Wakley was heavily insured, but the insurance company accused him of staging the assault and setting the fire himself. Wakley took them to court, but in the meantime he and his wife had to seek much more modest lodgings. The Wakleys moved to the poorer neighborhood of Newport Street, off the Strand, where Wakley tried to establish himself again as a doctor. However, he had a hard time making ends meet. The residents of his new neighborhood could hardly afford his services, and on top of this he was distracted by his legal fight with the insurer and was still recovering from his injuries.

Several factors may have combined to motivate Wakley to try his hand at medical publishing. Elizabeth Wakley had expected to live in rather better circumstances and urged him to find an alternative to medicine. While living on Newport Street, Wakley had befriended William Cobbett, a radical journalist and reformer. Finally, in 1823, Wakley met Dr. Walter Channing, one of the founders of the New England Journal of Medicine and Surgery, who seems to have encouraged Wakley in his scheme of starting a new medical journal in London. Channing may even have bankrolled the effort.

The Lancet published its first weekly issue on 5 October 1823. The journal was the only medical weekly in Britain, and it was successful almost immediately.

Wakley's battle with his insurance company ended in victory for Wakley. He was awarded full compensation and costs, but the move to Newport Street had already changed the direction of his life.
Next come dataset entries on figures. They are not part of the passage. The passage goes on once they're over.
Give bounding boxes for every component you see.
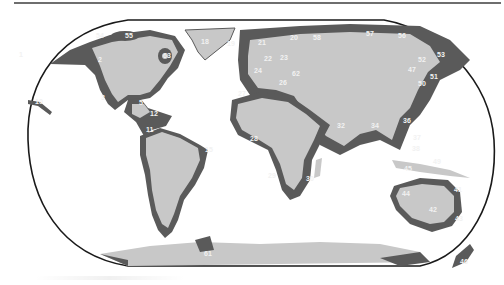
region-label: 51: [430, 73, 438, 80]
region-label: 34: [371, 122, 379, 129]
region-label: 62: [292, 70, 300, 77]
region-label: 5: [139, 99, 143, 106]
region-label: 57: [366, 30, 374, 37]
region-label: 44: [402, 190, 410, 197]
region-label: 2: [98, 56, 102, 63]
bottom-shadow: [35, 276, 185, 280]
region-label: 23: [280, 54, 288, 61]
region-label: 20: [290, 34, 298, 41]
region-label: 52: [418, 56, 426, 63]
region-label: 55: [125, 32, 133, 39]
region-label: 24: [254, 67, 262, 74]
region-label: 21: [258, 39, 266, 46]
region-label: 49: [433, 158, 441, 165]
region-label: 19: [227, 40, 235, 47]
region-label: 41: [454, 186, 462, 193]
region-label: 37: [413, 134, 421, 141]
region-label: 27: [238, 90, 246, 97]
region-label: 46: [460, 258, 468, 265]
region-label: 42: [429, 206, 437, 213]
region-label: 10: [35, 98, 43, 105]
region-label: 22: [264, 55, 272, 62]
region-label: 30: [306, 175, 314, 182]
region-label: 28: [250, 135, 258, 142]
region-label: 47: [408, 66, 416, 73]
region-label: 50: [418, 80, 426, 87]
world-map: 1 2 3 5 11 12 10 15 21 20 22 23 24 26 27…: [0, 0, 504, 285]
region-label: 3: [101, 94, 105, 101]
region-label: 26: [279, 79, 287, 86]
region-label: 29: [268, 172, 276, 179]
region-label: 38: [412, 145, 420, 152]
region-label: 63: [163, 52, 171, 59]
region-label: 18: [201, 38, 209, 45]
region-label: 56: [398, 32, 406, 39]
region-label: 36: [403, 117, 411, 124]
region-label: 53: [437, 51, 445, 58]
region-label: 45: [404, 165, 412, 172]
region-label: 61: [204, 250, 212, 257]
region-label: 15: [205, 146, 213, 153]
region-label: 32: [337, 122, 345, 129]
region-label: 54: [96, 32, 104, 39]
region-label: 12: [150, 110, 158, 117]
region-label: 58: [313, 34, 321, 41]
region-label: 1: [19, 51, 23, 58]
region-label: 43: [455, 215, 463, 222]
region-label: 11: [146, 126, 154, 133]
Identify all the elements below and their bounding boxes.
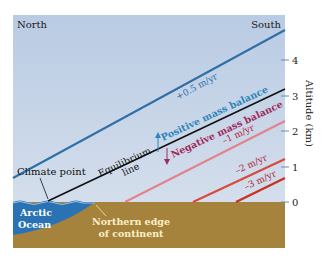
tick-3: 3 <box>292 91 298 102</box>
tick-1: 1 <box>292 162 298 173</box>
arctic-ocean-label-2: Ocean <box>18 219 51 230</box>
northern-edge-label-2: of continent <box>98 228 164 239</box>
climate-point-label: Climate point <box>17 166 86 177</box>
north-label: North <box>17 19 48 30</box>
altitude-axis: 0 1 2 3 4 Altitude (km) <box>281 55 315 208</box>
south-label: South <box>251 19 281 30</box>
northern-edge-label-1: Northern edge <box>92 216 170 227</box>
tick-0: 0 <box>292 197 298 208</box>
tick-4: 4 <box>292 55 298 66</box>
glacier-mass-balance-diagram: North South +0.5 m/yr Climate point Equi… <box>0 0 329 261</box>
tick-2: 2 <box>292 126 298 137</box>
arctic-ocean-label-1: Arctic <box>19 207 52 218</box>
axis-title: Altitude (km) <box>304 79 315 147</box>
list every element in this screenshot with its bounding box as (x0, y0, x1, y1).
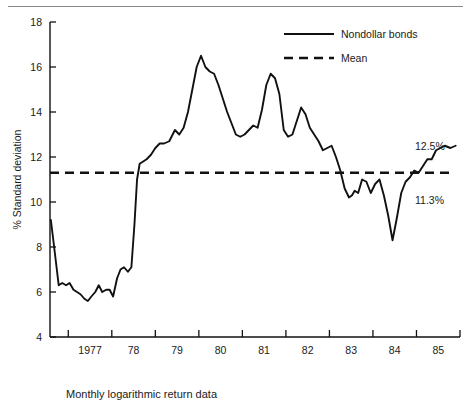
x-tick-label: 1977 (78, 344, 102, 356)
line-chart-plot: 4681012141618 19777879808182838485 % Sta… (0, 0, 471, 412)
y-tick-label: 18 (30, 16, 42, 28)
legend-label-nondollar-bonds: Nondollar bonds (341, 28, 417, 40)
x-tick-label: 79 (171, 344, 183, 356)
nondollar-bonds-series-line (51, 56, 456, 301)
x-tick-label: 85 (432, 344, 444, 356)
x-tick-label: 80 (215, 344, 227, 356)
x-tick-label: 84 (389, 344, 401, 356)
chart-axes (50, 22, 460, 337)
annotation-mean-value: 11.3% (415, 194, 444, 206)
x-tick-label: 83 (345, 344, 357, 356)
x-tick-label: 82 (302, 344, 314, 356)
y-axis-title: % Standard deviation (11, 129, 23, 229)
chart-legend: Nondollar bonds Mean (284, 28, 417, 64)
y-tick-label: 8 (36, 241, 42, 253)
chart-figure: 4681012141618 19777879808182838485 % Sta… (0, 0, 471, 412)
y-tick-label: 12 (30, 151, 42, 163)
y-tick-label: 14 (30, 106, 42, 118)
y-axis-ticks: 4681012141618 (30, 16, 56, 343)
legend-label-mean: Mean (341, 52, 367, 64)
y-tick-label: 4 (36, 331, 42, 343)
x-tick-label: 81 (258, 344, 270, 356)
chart-caption: Monthly logarithmic return data (66, 388, 218, 400)
y-tick-label: 10 (30, 196, 42, 208)
annotation-end-value: 12.5% (415, 140, 445, 152)
y-tick-label: 6 (36, 286, 42, 298)
x-axis-ticks: 19777879808182838485 (68, 330, 460, 356)
y-tick-label: 16 (30, 61, 42, 73)
x-tick-label: 78 (128, 344, 140, 356)
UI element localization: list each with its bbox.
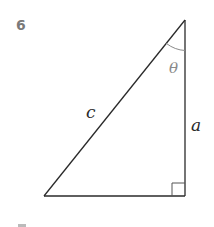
right-angle-marker <box>172 183 185 196</box>
angle-arc <box>166 43 185 50</box>
vertical-leg-label-a: a <box>191 115 201 135</box>
right-triangle-diagram: θ c a <box>0 0 214 227</box>
hypotenuse-label-c: c <box>86 102 96 122</box>
hypotenuse-side <box>44 20 185 196</box>
partial-next-item-glyph <box>18 224 26 227</box>
angle-theta-label: θ <box>169 59 178 77</box>
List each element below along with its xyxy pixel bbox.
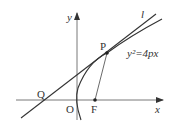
parabola-equation-label: y²=4px bbox=[126, 47, 159, 59]
point-p-label: P bbox=[100, 40, 106, 52]
point-q-label: Q bbox=[37, 88, 45, 100]
tangent-line bbox=[21, 14, 156, 118]
parabola-diagram: y x O F P Q l y²=4px bbox=[0, 0, 177, 132]
parabola-curve bbox=[77, 19, 162, 120]
tangent-line-label: l bbox=[141, 8, 144, 20]
origin-label: O bbox=[66, 103, 74, 115]
y-axis-label: y bbox=[66, 11, 72, 23]
focus-label: F bbox=[91, 103, 97, 115]
point-f-dot bbox=[93, 98, 97, 102]
x-axis-label: x bbox=[154, 103, 160, 115]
Wakley went on to have a remarkable career, building on his publishing reputation to get himself elected to Parliament as a reformer. In Parliament, he made an impression with his impassioned speech in defense of six laborers, the Tolpuddle Martyrs, who had been sentenced to transportation for organizing to resist a reduction in their wages. He pushed through legislation that required government to pay for expert medical consultants to assist coroners, who at that time had legal training but no expertise in medicine. While still serving in Parliament, Wakley was elected coroner himself, the first medical man to take the post. He ran on a reform platform that promised to investigate all suspicious deaths, and in office he earned the enmity of workhouse managers when his investigations into accidental deaths exposed the terrible conditions at these institutions. Among Wakley's admirers were Charles Dickens and William Makepeace Thackery.

Wakley is not buried at Kensal Green, though his corpse is deposited there. That is, his coffin rests, along with those of his wife and daughter, in one of the niches of Kensal Green's catacombs under the Anglican chapel.